“Even if the aliens are short, gloomy, and sexually obsessed,” the late cosmologist Carl Sagan once thought, “if they’re here, I want to know about them.”
Guided by the same mindset, a NASA-led team of international scientists has developed a new message that proposes to radiate across the galaxy in hopes of making first contact with intelligent aliens.
The interstellar message, known as the beacon in the galaxy, opens with simple principles of communication, some basic concepts in math and physics, DNA components, and ends with information about humans, Earth, and a return address if a distant recipient intends to respond.
The research team, led by Dr. Jonathan Jiang of NASA’s Jet Propulsion Laboratory in California, says that with technical improvements, the binary message can be transmitted to the heart of the Milky Way by the Allen Telescope at the Seti Institute in California and the 500-meter Spherical radio telescope with aperture price China |
Researchers say the message could, with upgrades, be sent from China’s 500-meter spherical radio telescope. Photo: Xinhua / REX / Shutterstock
In a preliminary document not reviewed by partners, scientists recommend sending the message to a dense ring of stars near the center of the Milky Way, a region considered the most promising for life. “Humanity has, we say, a compelling story to share and a desire to know about others – and now there are means to do so,” the researchers wrote.
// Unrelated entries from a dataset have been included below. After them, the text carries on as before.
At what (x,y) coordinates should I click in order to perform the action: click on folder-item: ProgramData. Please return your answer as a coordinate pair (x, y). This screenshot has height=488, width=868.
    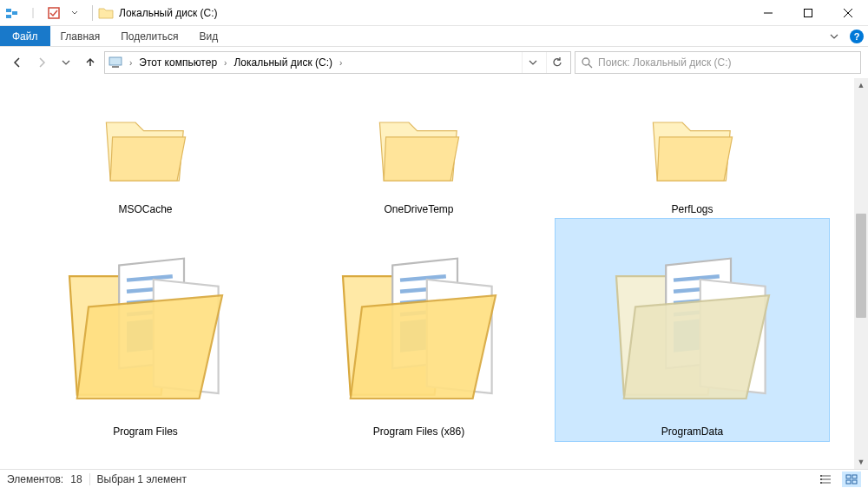
    Looking at the image, I should click on (693, 330).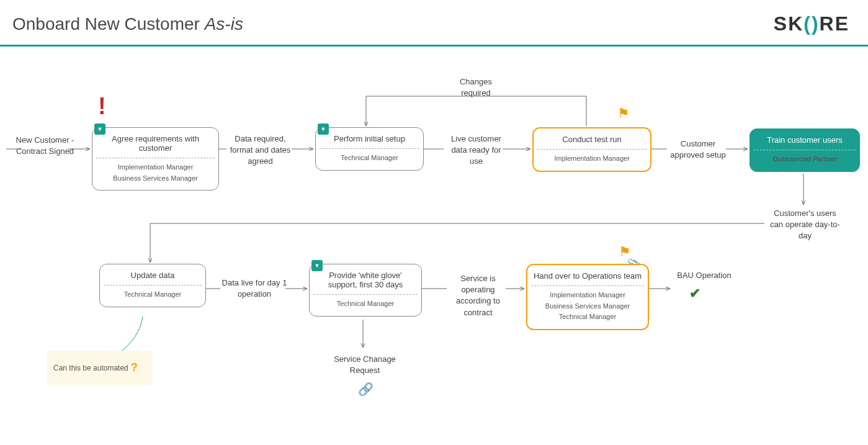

The message, if it ever leaves Earth, will not be the first. The lighthouse in the galaxy is based on a message from Arecibo sent in 1974 by an observatory of the same name in Puerto Rico. It’s aimed at a bunch of stars about 25,000 light-years away, so it won’t be coming soon. Since then, numerous announcements have been made to heaven, including an advertisement for Doritos and an invitation written in Klingon to the Klingon Opera in The Hague.
Such attempts at interstellar communication are not easy. The chances of an intelligent civilization intercepting a message can be extremely low, and even if contact is made, establishing a fruitful conversation can be frustrating when the response can take tens of thousands of years. The aliens may not even understand the signal: as a test for the Arecibo message, Frank Drake, its designer, published the letter to some fellow scientists, including a number of Nobel laureates. None of them understood.
There are other concerns. More than a decade ago, Professor Stephen Hawking warned that people should refrain from sending messages into space in case they attract the wrong attention. “If aliens visit us, the result will be similar to when Columbus landed in America, which was not good for the Indians,” he told a Discovery documentary.
But Dr. Jiang and his colleagues say that an alien species capable of communicating in space may have learned the value of peace and cooperation, and humanity could learn a lot from them. “We believe that the advances in science that can be made in pursuing this task, if communication is established, would far outweigh the concerns,” they wrote.
Dr Anders Sandberg, a senior fellow at the Institute for the Future of Humanity at Oxford University, said: “My view is that the overall risks and benefits of sending messages are small; it is better and safer for us to move into space and hope that we will eventually find neighbors when we are both adult species. “
But he said it was worth thinking about how we could communicate with aliens. “I think this is something we need to see as training to learn better coordination as a species,” he added.